AFC Bournemouth v Everton - Carabao Cup Third Round Photo by Mike Hewitt/Getty Images

It pays to note that had we halted the Premier league a week earlier our outlook will have been a lot different. Going into the Leicester game the talk was of moving into mid-table and beyond. But a disastrous week kicked off by that defeat to the Foxes followed by those two losses to Bournemouth brought back that familiar sense of Toffee despair.

Supporting the club has become a real burden for the fans over the last five or six years, worn down by repeated disappointment and dashed expectations, meaning it is tougher to rouse yourself to go again after each bad result, even if things can improve just as quickly.
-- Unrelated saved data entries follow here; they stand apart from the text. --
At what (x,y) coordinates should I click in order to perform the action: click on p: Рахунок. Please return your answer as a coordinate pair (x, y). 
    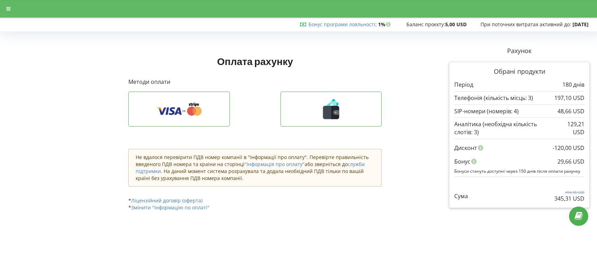
    Looking at the image, I should click on (520, 51).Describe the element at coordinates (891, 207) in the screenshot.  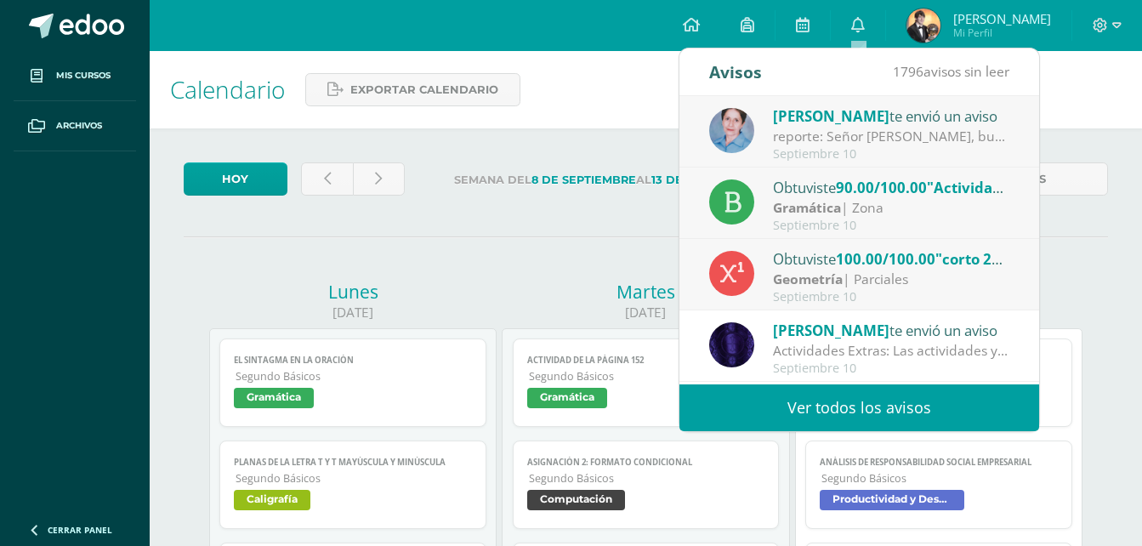
I see `div: | Zona` at that location.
The break probably came at a good time. Things were close to boiling point at the Vitality Stadium as the fans barracked the players following their second limp display against the Cherries in the space of four days. The opportunity to take the heat out of the situation was a timely one.

But the reality is the fans, and more importantly the players, have to be on it from minute one of the resumption. We will be flung straight into a huge relegation six pointer against bottom side Wolves on Boxing Day, the start of a crucial six weeks that will decide the outlook of the season.

The Blues also face critical home games against Brighton and Southampton in December and early January, in-between trips to Manchester City and Manchester United in the FA Cup.

Two or three wins from those games would lift the Blues away from the bottom of a very tightly congested table, easing the sense of crisis surrounding the club.

The January transfer window is also upon us, with attacking players high in the agenda. If the board are to back Frank Lampard to turn things around - and I believe they should and will - then they need to get the transfer deals done as early as possible in the window, not scrambling around on deadline day again.

Christmas is supposed to be about hope and goodwill to all men. That will be in precious short supply at Goodison Park if we go a goal down early against Wolves this weekend.

In fact, it would be like we’ve never been away.